With the U.S. dollar strengthening and global growth concerns lingering, the commodities market have stumbled. Nevertheless, traders can still find some opportunities, but they will have to target single commodity-specific exchange traded funds.
The PowerShares DB Commodity Index Tracking Fund (NYSEArca: DBC), the largest commodity-related ETF and tracks a broad basket of the 14 most heavily traded commodities, has declined 12.6% over the past three months. Meanwhile, the iShares GSCI Commodity-Indexed Trust (NYSEArca: GSG), which includes a broader group of 24 commodities, has decreased 13.5%.
Citigroup analysts attribute the commodities’ poor performance to a “trifecta” of factors, including rising supply and diminished demand for oil, expectations for a bumper crop harvest in the northern hemisphere, and a surging U.S. dollar, reports Neil Hume for Financial Times.
Over the past three months, the United States Brent Oil Fund (NYSEArca: BNO) declined 18.7% while the United States Oil Fund (NYSEArca: USO), which tracks West Texas Intermediate oil, fell 14.8%. [Saudi Arabia’s Ambitions Keep Pressure On Oil ETFs]
U.S. farmers are harvesting a bumper crop year, with record corn and soybean crops. The Teucrium Corn Fund (NYSEArca: CORN) and the Teucrium Soybean Fund (NYSEArca: SOYB) are off 20.4% and 13.2%, respectively, year-to-date. [Record Harvests Chase Investors From Agriculture ETPs]
Meanwhile, the PowerShares DB U.S. Dollar Index Bullish Fund (NYSEArca: UUP), which tracks the price movement of the U.S. dollar against a basket of currencies, gained 6.6% over the past three months. A stronger dollar makes USD-denominated commodities more expensive for foreign buyers, specifically gold and other precious metals. The SPDR Gold Shares (NYSEArca: GLD) has dropped 8.0% over the past three months.
While investors still want commodity exposure for their diversification qualities, some are beginning to take a more pick-and-choose approach.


# What needs to be done
Whenever a line in the data below includes the string "filled", copy it out.

# Items from a dataset
------------------------------------------------------------

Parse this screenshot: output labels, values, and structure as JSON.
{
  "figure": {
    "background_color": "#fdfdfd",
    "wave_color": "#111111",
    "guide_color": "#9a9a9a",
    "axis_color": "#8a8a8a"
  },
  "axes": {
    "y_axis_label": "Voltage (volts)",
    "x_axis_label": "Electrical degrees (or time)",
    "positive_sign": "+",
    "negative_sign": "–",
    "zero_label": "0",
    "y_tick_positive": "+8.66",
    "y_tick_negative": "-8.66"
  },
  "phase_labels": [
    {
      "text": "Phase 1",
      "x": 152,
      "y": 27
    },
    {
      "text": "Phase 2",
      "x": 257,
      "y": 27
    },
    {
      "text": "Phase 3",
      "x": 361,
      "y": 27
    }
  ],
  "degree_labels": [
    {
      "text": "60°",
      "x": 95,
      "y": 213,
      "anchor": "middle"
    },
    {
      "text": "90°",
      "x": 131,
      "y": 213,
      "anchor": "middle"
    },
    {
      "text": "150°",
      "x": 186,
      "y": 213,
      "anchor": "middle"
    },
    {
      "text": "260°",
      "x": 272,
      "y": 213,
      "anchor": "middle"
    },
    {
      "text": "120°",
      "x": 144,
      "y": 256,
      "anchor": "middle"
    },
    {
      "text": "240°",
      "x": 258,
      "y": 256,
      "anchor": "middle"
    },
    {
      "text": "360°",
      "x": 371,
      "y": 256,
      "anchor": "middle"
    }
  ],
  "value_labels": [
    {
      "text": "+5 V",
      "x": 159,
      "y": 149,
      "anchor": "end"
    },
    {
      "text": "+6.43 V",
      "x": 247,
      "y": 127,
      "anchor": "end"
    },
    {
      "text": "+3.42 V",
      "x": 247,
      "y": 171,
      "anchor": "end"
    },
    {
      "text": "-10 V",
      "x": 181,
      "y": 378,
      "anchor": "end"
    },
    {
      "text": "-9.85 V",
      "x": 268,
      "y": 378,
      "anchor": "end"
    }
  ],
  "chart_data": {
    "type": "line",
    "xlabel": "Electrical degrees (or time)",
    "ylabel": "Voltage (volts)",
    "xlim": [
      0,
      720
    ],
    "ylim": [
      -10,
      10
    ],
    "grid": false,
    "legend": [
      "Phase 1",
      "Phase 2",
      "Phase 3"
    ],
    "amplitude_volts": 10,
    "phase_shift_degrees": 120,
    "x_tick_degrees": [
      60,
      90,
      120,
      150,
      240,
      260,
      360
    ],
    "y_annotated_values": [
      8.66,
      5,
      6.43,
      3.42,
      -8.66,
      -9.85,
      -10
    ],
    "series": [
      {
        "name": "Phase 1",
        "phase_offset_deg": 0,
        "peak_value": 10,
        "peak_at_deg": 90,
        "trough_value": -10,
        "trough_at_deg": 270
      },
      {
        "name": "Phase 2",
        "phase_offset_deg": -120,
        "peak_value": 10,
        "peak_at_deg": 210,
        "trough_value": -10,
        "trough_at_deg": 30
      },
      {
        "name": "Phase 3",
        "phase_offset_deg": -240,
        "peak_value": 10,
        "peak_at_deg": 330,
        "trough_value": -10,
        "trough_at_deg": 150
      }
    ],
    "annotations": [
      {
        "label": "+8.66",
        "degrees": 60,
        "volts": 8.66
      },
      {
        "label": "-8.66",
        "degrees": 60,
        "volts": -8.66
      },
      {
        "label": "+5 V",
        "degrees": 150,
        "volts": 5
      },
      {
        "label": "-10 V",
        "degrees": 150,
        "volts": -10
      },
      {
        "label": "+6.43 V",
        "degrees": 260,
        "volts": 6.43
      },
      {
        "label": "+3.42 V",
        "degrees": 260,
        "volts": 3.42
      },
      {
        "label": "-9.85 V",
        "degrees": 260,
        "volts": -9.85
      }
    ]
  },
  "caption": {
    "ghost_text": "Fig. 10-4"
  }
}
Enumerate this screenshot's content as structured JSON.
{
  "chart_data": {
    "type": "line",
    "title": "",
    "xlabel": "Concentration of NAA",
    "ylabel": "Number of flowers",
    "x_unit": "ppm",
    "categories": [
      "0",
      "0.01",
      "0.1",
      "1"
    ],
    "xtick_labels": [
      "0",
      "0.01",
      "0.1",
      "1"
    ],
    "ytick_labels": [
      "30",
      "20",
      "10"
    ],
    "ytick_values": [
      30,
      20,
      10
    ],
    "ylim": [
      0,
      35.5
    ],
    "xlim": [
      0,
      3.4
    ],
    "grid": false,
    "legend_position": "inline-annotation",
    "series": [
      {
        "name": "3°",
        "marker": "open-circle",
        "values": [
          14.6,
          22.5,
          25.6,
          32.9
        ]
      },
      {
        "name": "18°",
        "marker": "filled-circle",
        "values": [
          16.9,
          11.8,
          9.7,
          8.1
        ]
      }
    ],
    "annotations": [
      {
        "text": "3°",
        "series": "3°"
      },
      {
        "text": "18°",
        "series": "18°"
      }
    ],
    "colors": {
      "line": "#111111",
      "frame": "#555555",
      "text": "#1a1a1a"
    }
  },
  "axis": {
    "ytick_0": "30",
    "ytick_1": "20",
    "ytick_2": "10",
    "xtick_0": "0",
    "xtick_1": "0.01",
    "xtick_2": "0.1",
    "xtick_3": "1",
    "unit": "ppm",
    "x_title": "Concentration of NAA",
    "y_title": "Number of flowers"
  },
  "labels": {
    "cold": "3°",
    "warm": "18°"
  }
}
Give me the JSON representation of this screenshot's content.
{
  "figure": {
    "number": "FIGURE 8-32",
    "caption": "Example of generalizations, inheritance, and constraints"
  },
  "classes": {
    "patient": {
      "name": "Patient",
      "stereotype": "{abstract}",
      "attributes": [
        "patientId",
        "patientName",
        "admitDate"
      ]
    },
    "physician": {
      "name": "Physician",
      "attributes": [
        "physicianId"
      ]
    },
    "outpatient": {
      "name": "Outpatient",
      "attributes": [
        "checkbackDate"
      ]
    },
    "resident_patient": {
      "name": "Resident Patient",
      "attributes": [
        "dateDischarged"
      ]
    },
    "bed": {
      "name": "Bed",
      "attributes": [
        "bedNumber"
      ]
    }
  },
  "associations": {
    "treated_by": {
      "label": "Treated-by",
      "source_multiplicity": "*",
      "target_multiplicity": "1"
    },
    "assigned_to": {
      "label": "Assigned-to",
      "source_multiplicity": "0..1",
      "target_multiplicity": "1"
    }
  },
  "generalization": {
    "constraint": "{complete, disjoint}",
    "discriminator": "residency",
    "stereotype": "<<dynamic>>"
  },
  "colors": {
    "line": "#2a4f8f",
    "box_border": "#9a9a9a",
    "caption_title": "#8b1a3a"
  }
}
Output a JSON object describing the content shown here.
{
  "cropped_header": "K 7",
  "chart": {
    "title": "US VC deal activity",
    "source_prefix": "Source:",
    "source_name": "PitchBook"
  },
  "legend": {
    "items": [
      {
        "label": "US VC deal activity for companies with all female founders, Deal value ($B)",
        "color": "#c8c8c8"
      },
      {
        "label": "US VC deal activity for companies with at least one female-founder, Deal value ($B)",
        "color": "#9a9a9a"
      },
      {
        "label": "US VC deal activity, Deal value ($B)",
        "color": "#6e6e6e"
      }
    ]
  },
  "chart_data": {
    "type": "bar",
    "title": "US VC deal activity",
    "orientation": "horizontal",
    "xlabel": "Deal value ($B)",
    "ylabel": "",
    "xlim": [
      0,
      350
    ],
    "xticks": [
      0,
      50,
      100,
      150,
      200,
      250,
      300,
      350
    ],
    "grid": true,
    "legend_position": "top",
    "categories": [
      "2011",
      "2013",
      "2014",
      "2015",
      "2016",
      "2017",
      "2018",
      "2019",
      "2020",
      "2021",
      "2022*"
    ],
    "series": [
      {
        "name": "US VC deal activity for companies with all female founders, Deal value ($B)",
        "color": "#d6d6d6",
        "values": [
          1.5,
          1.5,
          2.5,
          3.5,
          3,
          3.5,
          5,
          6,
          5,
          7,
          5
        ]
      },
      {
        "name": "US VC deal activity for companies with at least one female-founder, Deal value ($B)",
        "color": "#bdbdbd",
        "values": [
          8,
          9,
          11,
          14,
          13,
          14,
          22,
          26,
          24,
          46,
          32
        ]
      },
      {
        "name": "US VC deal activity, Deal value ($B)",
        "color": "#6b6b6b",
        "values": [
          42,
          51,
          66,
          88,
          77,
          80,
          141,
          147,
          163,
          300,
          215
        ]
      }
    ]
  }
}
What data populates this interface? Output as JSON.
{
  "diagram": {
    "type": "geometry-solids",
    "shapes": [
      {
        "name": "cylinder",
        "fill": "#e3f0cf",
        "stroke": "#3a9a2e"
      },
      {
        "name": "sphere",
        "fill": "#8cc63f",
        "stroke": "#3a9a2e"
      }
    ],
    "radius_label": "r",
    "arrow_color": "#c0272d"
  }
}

------------------------------------------------------------

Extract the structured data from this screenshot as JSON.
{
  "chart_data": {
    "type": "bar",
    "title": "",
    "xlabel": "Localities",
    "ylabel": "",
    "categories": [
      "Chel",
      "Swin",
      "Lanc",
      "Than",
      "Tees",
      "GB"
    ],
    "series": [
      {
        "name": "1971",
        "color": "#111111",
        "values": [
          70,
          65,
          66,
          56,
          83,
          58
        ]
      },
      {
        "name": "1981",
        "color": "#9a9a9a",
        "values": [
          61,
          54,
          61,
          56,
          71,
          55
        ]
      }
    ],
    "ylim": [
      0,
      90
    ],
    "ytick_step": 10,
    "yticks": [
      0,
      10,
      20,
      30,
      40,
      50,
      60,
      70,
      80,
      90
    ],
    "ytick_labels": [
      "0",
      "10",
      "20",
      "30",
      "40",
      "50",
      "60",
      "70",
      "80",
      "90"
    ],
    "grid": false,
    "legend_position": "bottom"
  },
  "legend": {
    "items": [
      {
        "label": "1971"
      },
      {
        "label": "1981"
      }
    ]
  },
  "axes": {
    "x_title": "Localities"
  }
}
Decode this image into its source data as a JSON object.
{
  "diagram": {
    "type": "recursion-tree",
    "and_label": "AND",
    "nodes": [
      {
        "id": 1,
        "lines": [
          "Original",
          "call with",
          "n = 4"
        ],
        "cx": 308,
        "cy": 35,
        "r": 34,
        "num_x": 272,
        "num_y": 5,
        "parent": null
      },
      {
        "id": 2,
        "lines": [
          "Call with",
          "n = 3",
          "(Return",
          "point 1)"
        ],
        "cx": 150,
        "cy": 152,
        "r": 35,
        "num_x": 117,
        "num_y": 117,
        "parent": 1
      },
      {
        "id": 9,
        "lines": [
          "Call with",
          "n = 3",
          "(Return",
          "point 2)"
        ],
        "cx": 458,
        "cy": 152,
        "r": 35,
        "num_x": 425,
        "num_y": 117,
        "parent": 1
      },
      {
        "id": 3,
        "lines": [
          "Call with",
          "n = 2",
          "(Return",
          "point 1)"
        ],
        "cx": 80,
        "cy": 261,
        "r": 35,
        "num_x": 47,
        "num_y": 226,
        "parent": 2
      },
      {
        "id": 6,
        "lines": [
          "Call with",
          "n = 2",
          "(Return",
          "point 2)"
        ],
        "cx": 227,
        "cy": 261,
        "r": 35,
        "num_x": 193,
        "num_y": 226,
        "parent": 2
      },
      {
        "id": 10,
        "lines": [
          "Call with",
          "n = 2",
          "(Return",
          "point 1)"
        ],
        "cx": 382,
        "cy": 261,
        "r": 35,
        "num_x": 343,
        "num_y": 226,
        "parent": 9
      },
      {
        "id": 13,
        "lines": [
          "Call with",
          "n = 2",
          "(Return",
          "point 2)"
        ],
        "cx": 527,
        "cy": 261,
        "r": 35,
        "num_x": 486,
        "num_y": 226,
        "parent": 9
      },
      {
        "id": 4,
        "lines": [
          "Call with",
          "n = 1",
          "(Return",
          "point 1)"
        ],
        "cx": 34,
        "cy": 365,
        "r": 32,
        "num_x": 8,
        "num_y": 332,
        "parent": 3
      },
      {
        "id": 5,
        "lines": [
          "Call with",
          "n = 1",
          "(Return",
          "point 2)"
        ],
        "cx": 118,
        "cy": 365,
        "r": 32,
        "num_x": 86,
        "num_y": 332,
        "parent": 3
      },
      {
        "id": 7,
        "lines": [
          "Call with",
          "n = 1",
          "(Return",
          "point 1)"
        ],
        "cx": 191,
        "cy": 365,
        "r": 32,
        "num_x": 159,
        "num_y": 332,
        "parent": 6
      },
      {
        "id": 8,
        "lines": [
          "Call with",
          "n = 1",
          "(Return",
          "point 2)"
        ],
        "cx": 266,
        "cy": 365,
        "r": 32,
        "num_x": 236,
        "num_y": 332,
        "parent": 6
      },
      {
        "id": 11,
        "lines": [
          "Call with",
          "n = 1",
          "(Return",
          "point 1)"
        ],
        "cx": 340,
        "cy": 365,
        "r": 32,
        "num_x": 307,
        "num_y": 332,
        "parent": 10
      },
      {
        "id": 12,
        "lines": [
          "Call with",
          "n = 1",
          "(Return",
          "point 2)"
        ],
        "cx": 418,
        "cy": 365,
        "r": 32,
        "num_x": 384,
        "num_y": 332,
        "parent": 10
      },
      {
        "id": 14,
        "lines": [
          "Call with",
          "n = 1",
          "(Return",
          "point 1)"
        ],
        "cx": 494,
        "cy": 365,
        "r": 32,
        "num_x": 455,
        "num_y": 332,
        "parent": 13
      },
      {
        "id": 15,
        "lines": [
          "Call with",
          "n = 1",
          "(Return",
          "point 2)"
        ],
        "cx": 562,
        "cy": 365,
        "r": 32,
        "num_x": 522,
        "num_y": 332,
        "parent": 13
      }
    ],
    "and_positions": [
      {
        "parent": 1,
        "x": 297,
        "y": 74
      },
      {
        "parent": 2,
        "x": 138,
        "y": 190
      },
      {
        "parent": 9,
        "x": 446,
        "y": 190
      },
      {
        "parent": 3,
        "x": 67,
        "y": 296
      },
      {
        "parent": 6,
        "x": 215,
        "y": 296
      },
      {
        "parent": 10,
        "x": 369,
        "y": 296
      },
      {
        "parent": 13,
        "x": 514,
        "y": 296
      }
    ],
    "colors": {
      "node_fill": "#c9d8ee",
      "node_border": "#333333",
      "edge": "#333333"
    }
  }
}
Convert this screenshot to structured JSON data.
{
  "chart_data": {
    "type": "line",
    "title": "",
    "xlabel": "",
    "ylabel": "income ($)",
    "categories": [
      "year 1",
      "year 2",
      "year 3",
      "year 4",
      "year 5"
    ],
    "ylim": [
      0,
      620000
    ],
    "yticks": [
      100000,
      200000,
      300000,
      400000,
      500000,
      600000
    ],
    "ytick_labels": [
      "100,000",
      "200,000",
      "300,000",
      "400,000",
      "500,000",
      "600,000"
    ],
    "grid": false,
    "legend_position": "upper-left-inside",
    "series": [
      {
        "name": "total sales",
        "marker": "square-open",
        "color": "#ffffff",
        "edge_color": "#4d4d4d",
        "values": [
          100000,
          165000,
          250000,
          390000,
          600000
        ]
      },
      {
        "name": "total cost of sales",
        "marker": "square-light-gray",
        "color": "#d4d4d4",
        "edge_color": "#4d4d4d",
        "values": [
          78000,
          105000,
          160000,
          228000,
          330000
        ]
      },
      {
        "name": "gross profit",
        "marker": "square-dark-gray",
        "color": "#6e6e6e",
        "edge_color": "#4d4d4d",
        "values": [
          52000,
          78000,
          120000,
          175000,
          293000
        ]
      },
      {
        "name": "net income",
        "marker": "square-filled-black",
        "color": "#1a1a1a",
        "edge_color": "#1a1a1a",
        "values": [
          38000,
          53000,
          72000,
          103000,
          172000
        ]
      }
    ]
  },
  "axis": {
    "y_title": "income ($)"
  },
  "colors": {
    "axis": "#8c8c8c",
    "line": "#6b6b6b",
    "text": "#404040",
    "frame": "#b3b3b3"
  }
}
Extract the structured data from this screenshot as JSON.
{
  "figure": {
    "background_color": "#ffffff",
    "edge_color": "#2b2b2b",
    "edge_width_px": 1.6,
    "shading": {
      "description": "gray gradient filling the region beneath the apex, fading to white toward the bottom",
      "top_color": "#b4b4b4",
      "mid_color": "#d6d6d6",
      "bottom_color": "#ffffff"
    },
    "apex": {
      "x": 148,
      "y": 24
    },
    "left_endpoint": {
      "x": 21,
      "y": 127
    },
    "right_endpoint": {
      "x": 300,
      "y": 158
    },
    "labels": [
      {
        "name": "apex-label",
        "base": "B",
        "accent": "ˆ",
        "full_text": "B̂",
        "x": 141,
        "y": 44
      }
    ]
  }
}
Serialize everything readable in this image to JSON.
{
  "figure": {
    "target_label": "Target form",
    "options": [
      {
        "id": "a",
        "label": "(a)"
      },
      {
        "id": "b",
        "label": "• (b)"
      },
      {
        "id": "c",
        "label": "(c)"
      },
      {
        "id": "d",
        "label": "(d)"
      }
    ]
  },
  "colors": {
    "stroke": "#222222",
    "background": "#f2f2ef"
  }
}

------------------------------------------------------------

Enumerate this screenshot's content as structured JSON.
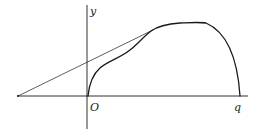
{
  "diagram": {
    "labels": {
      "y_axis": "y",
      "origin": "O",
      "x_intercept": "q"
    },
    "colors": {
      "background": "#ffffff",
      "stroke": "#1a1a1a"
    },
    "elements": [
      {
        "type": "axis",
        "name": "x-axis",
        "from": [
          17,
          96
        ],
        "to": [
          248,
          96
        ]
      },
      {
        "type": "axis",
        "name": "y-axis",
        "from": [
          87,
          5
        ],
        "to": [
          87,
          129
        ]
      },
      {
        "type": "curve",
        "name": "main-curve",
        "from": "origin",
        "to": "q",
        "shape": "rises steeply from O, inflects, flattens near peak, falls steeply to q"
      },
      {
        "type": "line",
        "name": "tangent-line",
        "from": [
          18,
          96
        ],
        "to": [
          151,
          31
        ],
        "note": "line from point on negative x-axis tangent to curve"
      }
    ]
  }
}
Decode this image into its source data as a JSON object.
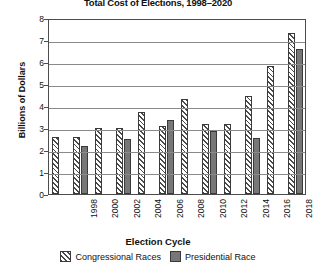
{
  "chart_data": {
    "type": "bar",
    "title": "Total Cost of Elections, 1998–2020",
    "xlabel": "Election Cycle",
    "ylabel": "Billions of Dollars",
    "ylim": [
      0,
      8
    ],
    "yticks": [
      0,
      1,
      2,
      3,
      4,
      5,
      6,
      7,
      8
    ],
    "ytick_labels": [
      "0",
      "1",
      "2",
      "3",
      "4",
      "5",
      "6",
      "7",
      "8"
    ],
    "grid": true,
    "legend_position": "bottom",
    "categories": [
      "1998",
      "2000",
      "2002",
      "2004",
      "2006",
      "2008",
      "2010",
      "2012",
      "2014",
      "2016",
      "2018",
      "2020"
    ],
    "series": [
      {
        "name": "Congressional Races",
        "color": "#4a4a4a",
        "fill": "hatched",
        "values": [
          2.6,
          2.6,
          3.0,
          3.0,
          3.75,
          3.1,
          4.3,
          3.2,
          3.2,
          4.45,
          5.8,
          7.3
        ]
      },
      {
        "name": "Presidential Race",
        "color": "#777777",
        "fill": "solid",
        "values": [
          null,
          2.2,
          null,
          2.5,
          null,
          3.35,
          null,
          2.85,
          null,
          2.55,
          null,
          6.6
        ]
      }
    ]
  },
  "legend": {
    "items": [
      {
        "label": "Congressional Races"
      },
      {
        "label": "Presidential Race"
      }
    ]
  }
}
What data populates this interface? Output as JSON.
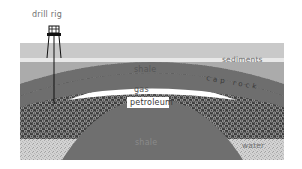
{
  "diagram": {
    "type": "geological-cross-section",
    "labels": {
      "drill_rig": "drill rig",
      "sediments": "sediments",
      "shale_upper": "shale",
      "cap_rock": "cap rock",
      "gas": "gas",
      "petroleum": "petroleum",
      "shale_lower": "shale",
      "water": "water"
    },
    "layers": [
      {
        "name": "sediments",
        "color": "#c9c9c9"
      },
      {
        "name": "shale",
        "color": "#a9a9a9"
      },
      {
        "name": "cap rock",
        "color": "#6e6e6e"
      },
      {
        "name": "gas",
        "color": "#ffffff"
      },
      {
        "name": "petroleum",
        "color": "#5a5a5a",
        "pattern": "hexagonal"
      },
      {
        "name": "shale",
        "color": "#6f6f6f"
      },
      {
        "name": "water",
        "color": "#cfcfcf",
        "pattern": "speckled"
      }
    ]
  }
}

------------------------------------------------------------

# Solution to this task
        "marker": "filled-circle",
        "marker": "square-filled-black",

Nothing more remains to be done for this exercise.